“Well,” I say, “if you know police investigations, you know there’s a limit to what I can tell you. Short version is that we’re looking for a man who held a Rockton woman captive in a cave for over a year. And she may not have been the first he put there—just the first who survived the ordeal.”
He looks at Dalton. “She serious?”
“Does either of us seem like the type who’d joke about that?”
“Keeping a woman in a cave? That’s fucked up. And you say there’ve been others?”
“Possibly two.”
“Stretching back how far?”
“The first one disappeared from Rockton about five years ago.”
“After my time.” He nods in satisfaction. “Knew your daddy wasn’t up to the job.”
“Yeah, well, half as many people disappeared into the forest under his watch.”
“Mine didn’t disappear. They took off ’cause I scared them away. Weeding out the bad apples.” He looks at me. “So if we’re talking five years, that must cut your in-town suspects down to about zero. That why you’re rooting around out here?”
“It is.”
“Huh. Well, the problem, as I’m sure our boy told you, is that we don’t exactly have a high proportion of stable individuals in these woods. Ol’ Silas would have been a damned fine suspect. Other than that … Well, now that I think of it, I might have another lead for you.”
“Go on,” Dalton says.
“I was talking to your girl. I think my information is valuable enough to set a price. Tit for tat.” He leers at me. “You show me yours, and I’ll show you mine.”
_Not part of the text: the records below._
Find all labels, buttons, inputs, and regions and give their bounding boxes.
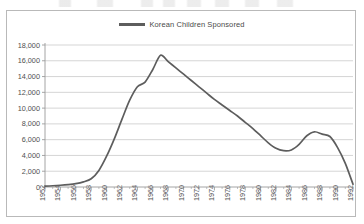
svg-text:2,000: 2,000 (22, 167, 40, 176)
svg-text:10,000: 10,000 (18, 104, 40, 113)
svg-text:16,000: 16,000 (18, 56, 40, 65)
svg-text:4,000: 4,000 (22, 151, 40, 160)
scan-artifact-strip (0, 0, 364, 7)
svg-text:12,000: 12,000 (18, 88, 40, 97)
line-chart-plot: 02,0004,0006,0008,00010,00012,00014,0001… (7, 11, 357, 218)
series-line-korean-children-sponsored (45, 55, 353, 186)
svg-text:6,000: 6,000 (22, 135, 40, 144)
svg-text:18,000: 18,000 (18, 41, 40, 50)
y-axis-labels-group: 02,0004,0006,0008,00010,00012,00014,0001… (18, 41, 40, 192)
svg-text:14,000: 14,000 (18, 72, 40, 81)
chart-container: Korean Children Sponsored 02,0004,0006,0… (6, 10, 356, 217)
gridlines-group (45, 45, 353, 171)
svg-text:8,000: 8,000 (22, 119, 40, 128)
“Enough,” Dalton says. “You fancy yourself a former lawman? Try showing her a little professional respect.”
“Oh, come on,” Cypher says. “Just a flash. Make an old man’s day. You don’t have to look, boy. We’ll do it behind the cabin over here.”
“Shut the fuck—”
“I’ve got this,” I say to Dalton.
His look says not to play Cypher’s game. Which doesn’t mean he actually thinks I’ll flash my breasts—just that he’s had enough of Cypher’s bullshit. When I head behind the cabin, though, he only grumbles. It takes Cypher a moment to follow. He does, and we’re out of sight, and he glances back around to check on Dalton.
“You trying to make the boss jealous?” he says as he walks to me.
“Why do you think that?”
“’Cause you’re sure as hell not going to flash me.”
“Then why ask? Oh, let me guess—you were just trying to rile me up.”
“Nah. You don’t give a shit. Him, though…” He jerks a thumb toward the front of the cabin and grins. “That boy’s got a serious case of puppy love, and I wanted to yank his chain.”
“So you don’t want to see my tits?”
“Fuck, no. I’m not a perv.”
I shake my head. “I called you back here so I can get the answers in a way Eric might not approve of.” I take off my jacket. “By beating them out of you.”
He laughs. Laughs so hard he has to lean against the cabin for support. Two minutes later, he’s flat on his stomach with his arm twisted behind his back.
“Shit,” he says.
“The bigger they are…”
“Huh.” He cranes his neck to look back at me, completely unperturbed. “Where’d you learn to throw down like that?”
“Black belt in aikido. I’ve also got a boxing championship, but it’s flyweight, meaning I can’t actually beat the answers out of you. Well, I could pin you down and kick until you talk, but that’s unsporting. It will get awfully cold, though, facedown in the snow.”
He chuckles, then shouts, “Boy? You listening in?”
“Of course,” Dalton says, coming around the cabin. “I don’t need to eavesdrop when it’s this quiet. I think you should get up, though. Lying like that, you won’t see anything when she flashes you.”
Cypher flashes Dalton—the finger, that is—but there’s no rancor in it. He rises and says, “When you say this woman was kept in a cave, was it Three Peaks or Bear Skull?”
“You’re the one offering the lead,” Dalton says. “You tell me.”
“Well, my lead is for Bear Skull. There’s a guy out here, second-generation Rockton departee, like you and your brother, only he’s not quick to volunteer that information. You know the First Settlement? The one over by Caribou River?”
“Yeah.”
“He’s from there originally. Pretends he just wandered in from down south and stayed.” He looks at me. “You know how many people actually do that? Most folks in this twenty-mile radius have a Rockton connection. Otherwise, it’d be the most populated stretch of the Yukon wilderness. But folks don’t go around saying that. Whatever happened to them or their families in Rockton, they respect the idea of it enough not to take a shit on those still there. Rockton was a safe place for us, and the best way to leave it safe for others is to keep our mouths shut.”
“But you know this guy is a second-generation settler,” Dalton says.
“Yeah. He let enough slip for me to figure it out. He knows the town exists but doesn’t know shit about specifics, which means second generation. He tried asking me more about it years ago, having heard I used to be sheriff. I shut him down. Reason I’m mentioning it is that he’s been taking a lot of interest in Rockton recently. Very recently.”